The unicorn grew heavier and somewhat slower afoot, eating little, but drowsing often in the returning sun. The life within her was visibly more active, most often in the afternoon, and Giovanna made a point of timing her Friday mail deliveries accordingly. She never offered to take Romano’s route more than one day a week. “Because he will become suspicious, immediately. He is not nearly as stupid as he acts.”

Bianchi looked puzzled. Giovanna felt oddly embarrassed, and annoyed with herself for feeling so. “He will think I have a lover.”

“Oh,” Bianchi said. “Well, you don’t.” After a moment he added, “Do you?”

Giovanna raised one black eyebrow before she answered. “No fear. They are all too much like Romano around here, nervous if you roam too far away from the stove and the bed. I certainly hope his Tessa can cook for him when I graduate and run off with his mail van.”

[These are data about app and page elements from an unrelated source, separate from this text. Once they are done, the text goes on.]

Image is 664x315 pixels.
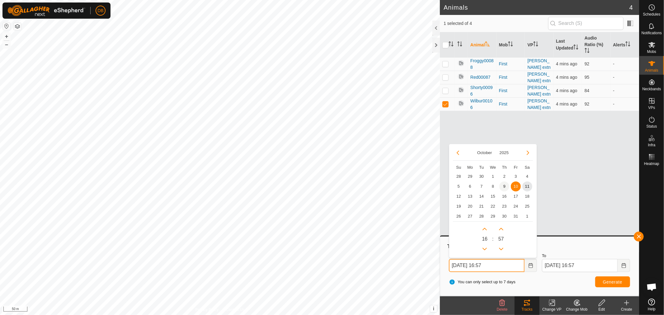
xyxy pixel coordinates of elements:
[639,296,664,313] a: Help
[456,165,461,170] span: Su
[556,75,577,80] span: 11 Oct 2025, 4:54 pm
[542,253,630,259] label: To
[625,42,630,47] p-sorticon: Activate to sort
[644,162,659,166] span: Heatmap
[539,307,564,312] div: Change VP
[464,191,476,201] td: 13
[499,191,510,201] td: 16
[470,74,491,81] span: Red00087
[499,211,509,221] span: 30
[470,58,494,71] span: Froggy00088
[464,172,476,181] td: 29
[648,307,656,311] span: Help
[446,243,633,250] div: Tracks
[454,201,463,211] span: 19
[610,32,639,58] th: Alerts
[610,57,639,71] td: -
[487,191,499,201] td: 15
[433,306,434,311] span: i
[522,181,532,191] span: 11
[464,181,476,191] td: 6
[556,101,577,106] span: 11 Oct 2025, 4:54 pm
[465,172,475,181] span: 29
[482,235,487,243] span: 16
[553,32,582,58] th: Last Updated
[476,181,487,191] td: 7
[527,58,551,70] a: [PERSON_NAME] extn
[527,98,551,110] a: [PERSON_NAME] extn
[522,191,532,201] span: 18
[488,201,498,211] span: 22
[508,42,513,47] p-sorticon: Activate to sort
[444,20,548,27] span: 1 selected of 4
[525,259,537,272] button: Choose Date
[97,7,103,14] span: DB
[502,165,507,170] span: Th
[525,32,553,58] th: VP
[3,33,10,40] button: +
[454,191,463,201] span: 12
[499,87,523,94] div: First
[465,201,475,211] span: 20
[487,172,499,181] td: 1
[496,32,525,58] th: Mob
[499,61,523,67] div: First
[585,88,590,93] span: 84
[498,235,504,243] span: 57
[488,191,498,201] span: 15
[465,211,475,221] span: 27
[487,201,499,211] td: 22
[470,98,494,111] span: Wilbur00106
[642,31,662,35] span: Notifications
[585,101,590,106] span: 92
[465,191,475,201] span: 13
[465,181,475,191] span: 6
[510,211,522,221] td: 31
[464,211,476,221] td: 27
[515,307,539,312] div: Tracks
[527,72,551,83] a: [PERSON_NAME] extn
[457,59,465,67] img: returning off
[467,165,473,170] span: Mo
[514,165,518,170] span: Fr
[585,49,590,54] p-sorticon: Activate to sort
[479,165,484,170] span: Tu
[585,75,590,80] span: 95
[475,149,494,156] button: Choose Month
[195,307,219,313] a: Privacy Policy
[3,41,10,48] button: –
[497,307,508,312] span: Delete
[476,172,487,181] td: 30
[492,235,493,243] span: :
[510,172,522,181] td: 3
[533,42,538,47] p-sorticon: Activate to sort
[490,165,496,170] span: We
[476,191,487,201] td: 14
[499,191,509,201] span: 16
[453,181,464,191] td: 5
[454,172,463,181] span: 28
[477,181,487,191] span: 7
[480,244,490,254] p-button: Previous Hour
[226,307,244,313] a: Contact Us
[527,85,551,96] a: [PERSON_NAME] extn
[3,22,10,30] button: Reset Map
[645,68,658,72] span: Animals
[610,84,639,97] td: -
[642,278,661,296] div: Open chat
[457,86,465,94] img: returning off
[556,61,577,66] span: 11 Oct 2025, 4:54 pm
[499,201,510,211] td: 23
[629,3,633,12] span: 4
[647,50,656,54] span: Mobs
[499,172,509,181] span: 2
[457,100,465,107] img: returning off
[497,149,511,156] button: Choose Year
[477,211,487,221] span: 28
[499,74,523,81] div: First
[476,211,487,221] td: 28
[556,88,577,93] span: 11 Oct 2025, 4:54 pm
[449,144,537,258] div: Choose Date
[511,211,521,221] span: 31
[449,42,454,47] p-sorticon: Activate to sort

Bianchi said nothing, not always being entirely certain when Giovanna was joking. They were standing together, watching the unicorn grazing alone in his vineyard, where he had first seen her. Neither spoke for some while—Giovanna was proving an almost distressingly comfortable person to be silent with—until she finally said, “It will be soon. The new one wants to be born.” She never referred to the coming infant in any other way.

“It will happen in the middle of the night,” Bianchi grumbled. “It always happens so with the pigs, always.”